I am thinking of waiting until the panic dies down then booking a slot or using the walking in place, SWMBO had the booster and has been fairly rough (she had no side effects whatsoever off the first two) she has been feeling run down and very tired for a couple of days which isn't like her she has tested herself and has not got covid, i don't fancy feeling like that over the Christmas holidays so will give it a miss for now.
 
Got my booster today.Massive que at 9am ( at least 200ft long,) folk going in and strait out.
Overheard conversations from folk in the line who had had covid,They said it was due to close contact with kids.
None said it was a life or death experince in there opinion due to being double jabbed.
 
I am thinking of waiting until the panic dies down then booking a slot or using the walking in place

I understand but seriously - I wouldn't hesitate given the combination of how transmissible omicron is which means it's pretty much impossible to avoid in the next few weeks (it sounds like the guy who died of omicron was the kind to keep in his house, food delivered, that kind of thing), and the difference that a booster makes against omicron compared to just having 2 jabs.

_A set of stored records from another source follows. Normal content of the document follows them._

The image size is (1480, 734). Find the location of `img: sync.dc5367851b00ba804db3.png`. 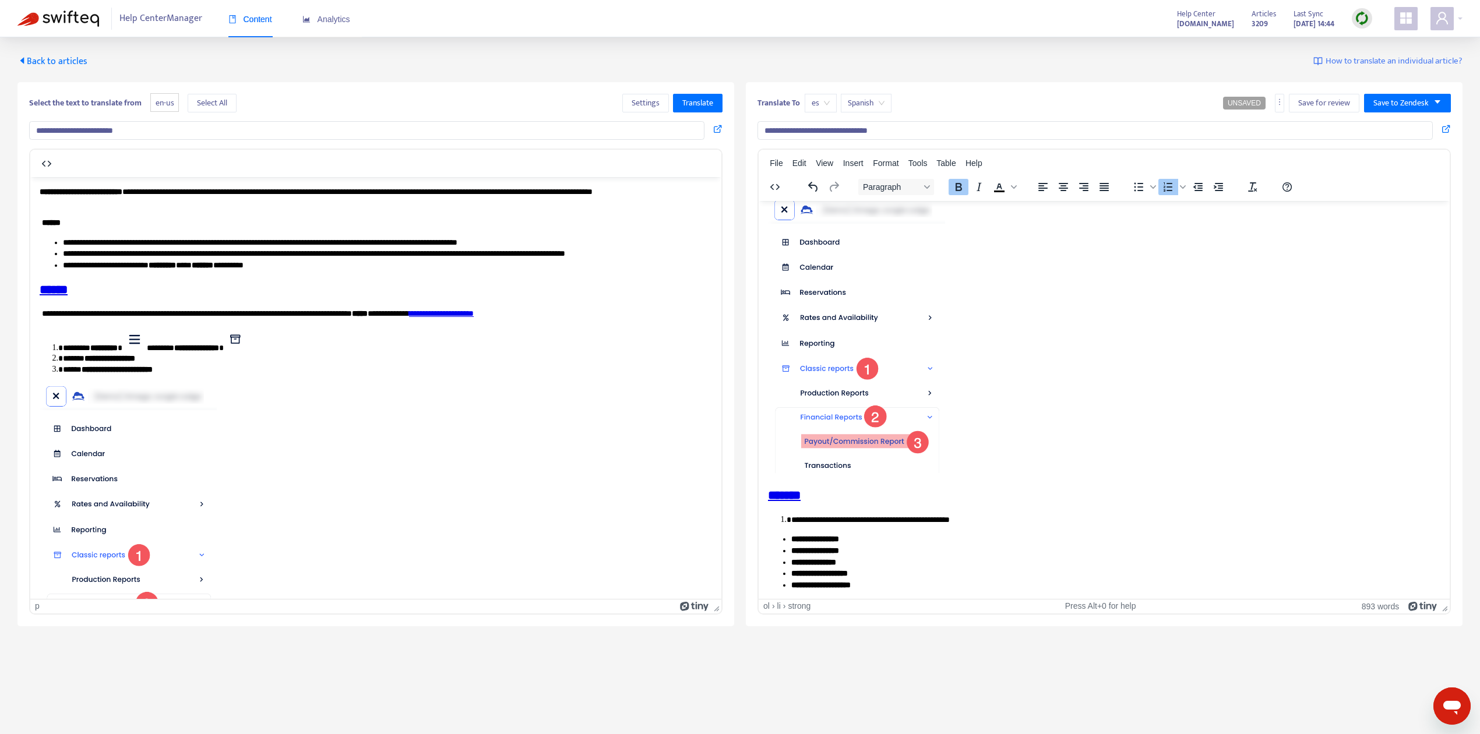

img: sync.dc5367851b00ba804db3.png is located at coordinates (1361, 18).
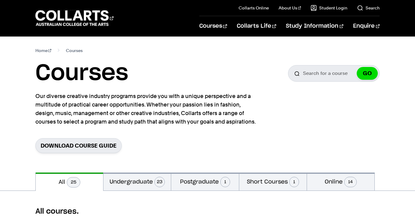 The height and width of the screenshot is (224, 415). Describe the element at coordinates (253, 8) in the screenshot. I see `a: Collarts Online` at that location.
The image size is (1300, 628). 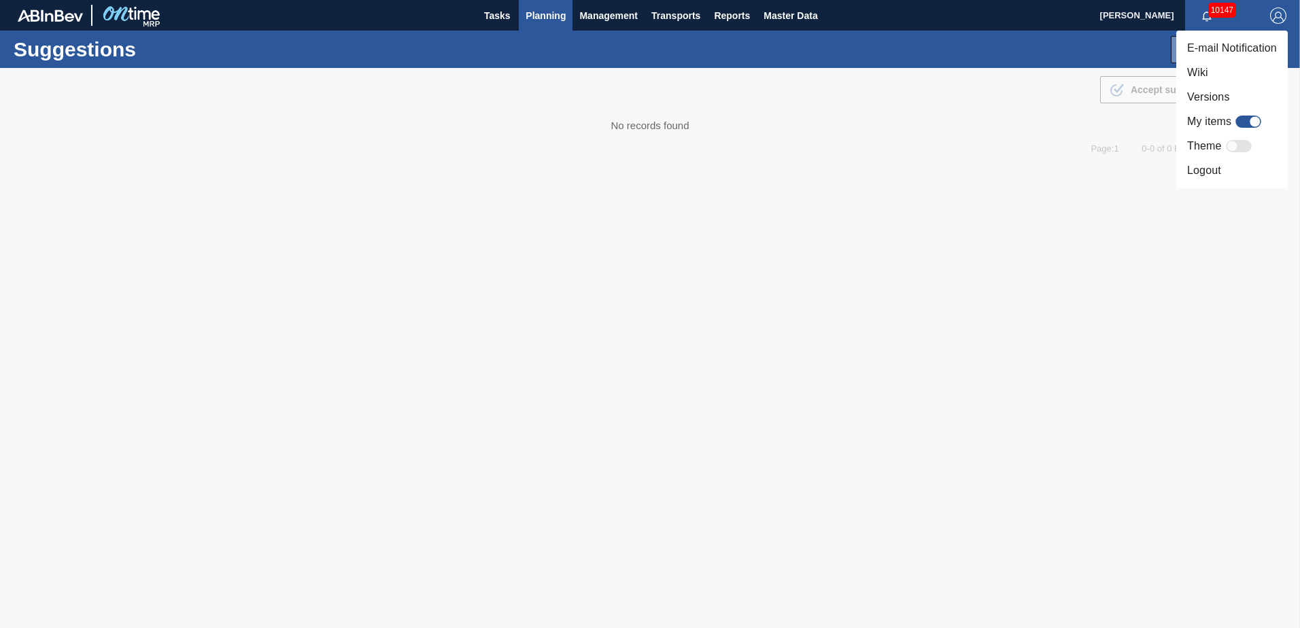 I want to click on li: Wiki, so click(x=1232, y=73).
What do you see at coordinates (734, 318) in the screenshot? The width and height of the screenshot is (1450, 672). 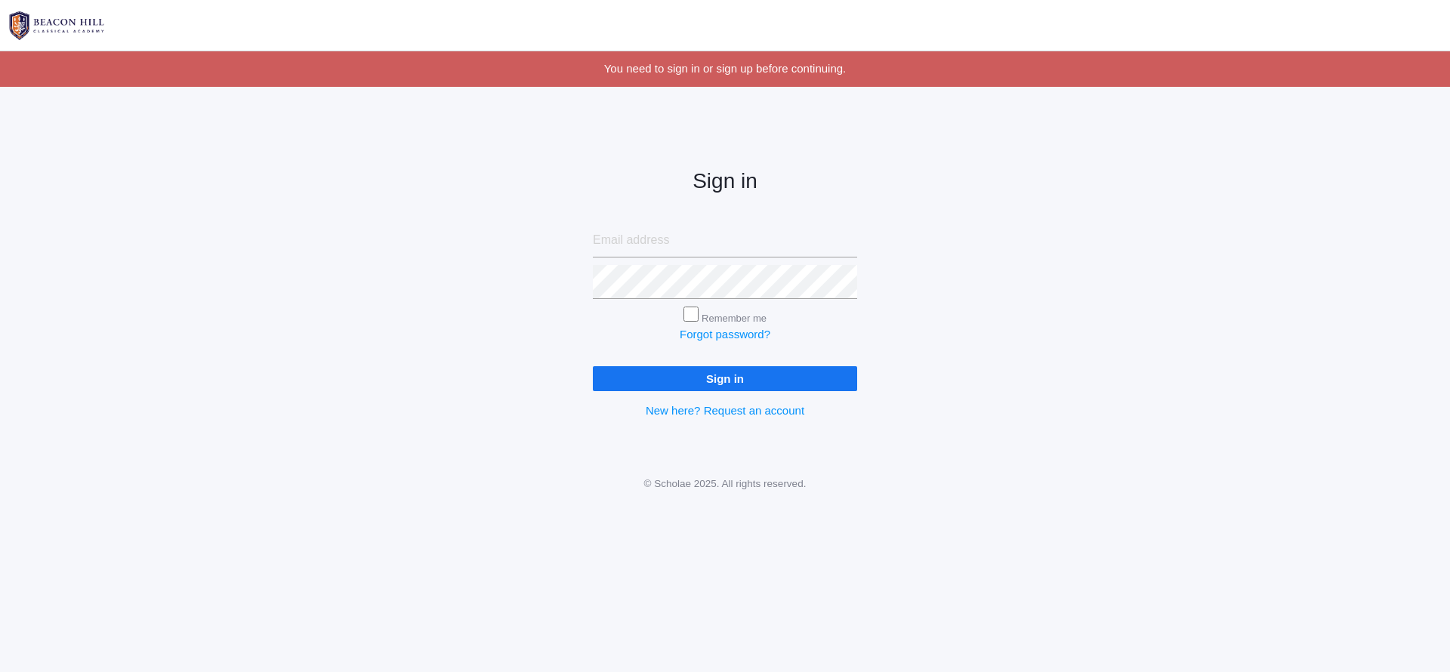 I see `label: Remember me` at bounding box center [734, 318].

SWMBO had the booster and has been fairly rough (she had no side effects whatsoever off the first two) she has been feeling run down and very tired for a couple of days which isn't like her

It's possible she's just got the usual pre-Christmas bug coinciding with the booster. I know a couple of people, particularly those who got 2 Zenecas the first time round where the ones who had a reaction to the first two, were fine with the booster, alternatively they were fine the first time and then got hit by the booster.